All emojis
Emojis (from Japanese ็ตตๆๅญ, meaning 'picture character') are Unicode pictographs that can be used in any text, just like regular letters and numbers. They are standardized by the Unicode Consortium and work across all modern operating systems, browsers and applications.
Key features of emojis:
For HTML-encoded special characters like Greek letters (ฮผ), arrows (โ) and quotes (ยซยป), see the HTML character map.
Find emojis by typing keywords like "smile", "heart", "flag" or "animal". Popular searches: arrows • clocks • country flags • fruits • games • phones • hearts • faces or browse random emojis
deaf person: medium-dark skin tone
deaf woman: light skin tone
man farmer: light skin tone
woman scientist: dark skin tone
woman detective: light skin tone
construction worker: light skin tone
man with veil: dark skin tone
man walking facing right: medium-dark skin tone
man kneeling: medium-dark skin tone
ballet dancer: dark skin tone
person bouncing ball: light skin tone
man lifting weights: light skin tone
woman mountain biking: medium-dark skin tone
people wrestling: medium-dark skin tone, dark skin tone
woman and man holding hands: medium skin tone, dark skin tone
kiss: woman, man, light skin tone, medium skin tone
couple with heart: woman, man, medium skin tone, medium-light skin tone
Japanese dolls
basketball
hair pick
chains
chequered flag
flag: Antigua & Barbuda
flag: Slovakia
Copy and paste: Click on any emoji to see its details, then copy the character or code you need.
In HTML: Use the Unicode codepoint like 😀 or paste the emoji directly.
😀
In URLs: Use the URL-encoded version like %F0%9F%98%80 for query parameters.
%F0%9F%98%80
In domain names: Use punycode encoding for emoji domains (e.g., ๐ฉ.la becomes xn--ls8h.la).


ABOUT THIS EXERCISE: Show, from the entries below, every line in which "Podcast" appears.

INPUT:

-------------------------

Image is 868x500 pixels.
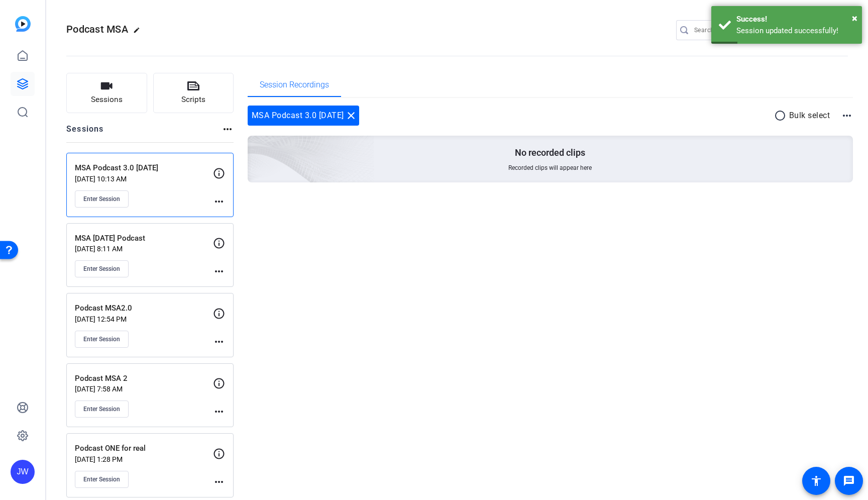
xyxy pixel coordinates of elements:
[75,261,129,278] button: Enter Session
[91,94,122,106] span: Sessions
[84,265,120,273] span: Enter Session
[15,16,31,32] img: blue-gradient.svg
[75,245,213,253] p: [DATE] 8:11 AM
[66,123,104,142] h2: Sessions
[84,476,120,484] span: Enter Session
[843,475,855,487] mat-icon: message
[75,232,213,244] p: MSA [DATE] Podcast
[181,94,205,106] span: Scripts
[84,335,120,343] span: Enter Session
[852,12,857,24] span: ×
[222,123,234,135] mat-icon: more_horiz
[852,11,857,26] button: Close
[75,385,213,393] p: [DATE] 7:58 AM
[789,109,831,122] p: Bulk select
[75,471,129,488] button: Enter Session
[75,302,213,314] p: Podcast MSA2.0
[84,195,120,203] span: Enter Session
[248,106,359,126] div: MSA Podcast 3.0 [DATE]
[213,336,225,348] mat-icon: more_horiz
[75,443,213,454] p: Podcast ONE for real
[694,24,784,36] input: Search
[135,36,375,254] img: embarkstudio-empty-session.png
[213,196,225,208] mat-icon: more_horiz
[11,460,34,484] div: JW
[810,475,822,487] mat-icon: accessibility
[75,401,129,418] button: Enter Session
[66,73,147,113] button: Sessions
[75,162,213,174] p: MSA Podcast 3.0 [DATE]
[75,315,213,323] p: [DATE] 12:54 PM
[736,25,854,37] div: Session updated successfully!
[75,373,213,384] p: Podcast MSA 2
[75,456,213,464] p: [DATE] 1:28 PM
[841,109,853,122] mat-icon: more_horiz
[75,175,213,183] p: [DATE] 10:13 AM
[133,27,145,39] mat-icon: edit
[84,405,120,413] span: Enter Session
[153,73,234,113] button: Scripts
[66,23,128,35] span: Podcast MSA
[213,266,225,278] mat-icon: more_horiz
[75,331,129,348] button: Enter Session
[345,109,357,122] mat-icon: close
[260,81,329,89] span: Session Recordings
[508,164,591,172] span: Recorded clips will appear here
[774,109,789,122] mat-icon: radio_button_unchecked
[213,406,225,418] mat-icon: more_horiz
[213,476,225,488] mat-icon: more_horiz
[515,147,585,159] p: No recorded clips
[736,14,854,25] div: Success!
[75,191,129,208] button: Enter Session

-------------------------

RESULT BELOW:
[75,232,213,244] p: MSA [DATE] Podcast
[75,302,213,314] p: Podcast MSA2.0
[248,106,359,126] div: MSA Podcast 3.0 [DATE]
[75,443,213,454] p: Podcast ONE for real
[75,162,213,174] p: MSA Podcast 3.0 [DATE]
[75,373,213,384] p: Podcast MSA 2
[66,23,128,35] span: Podcast MSA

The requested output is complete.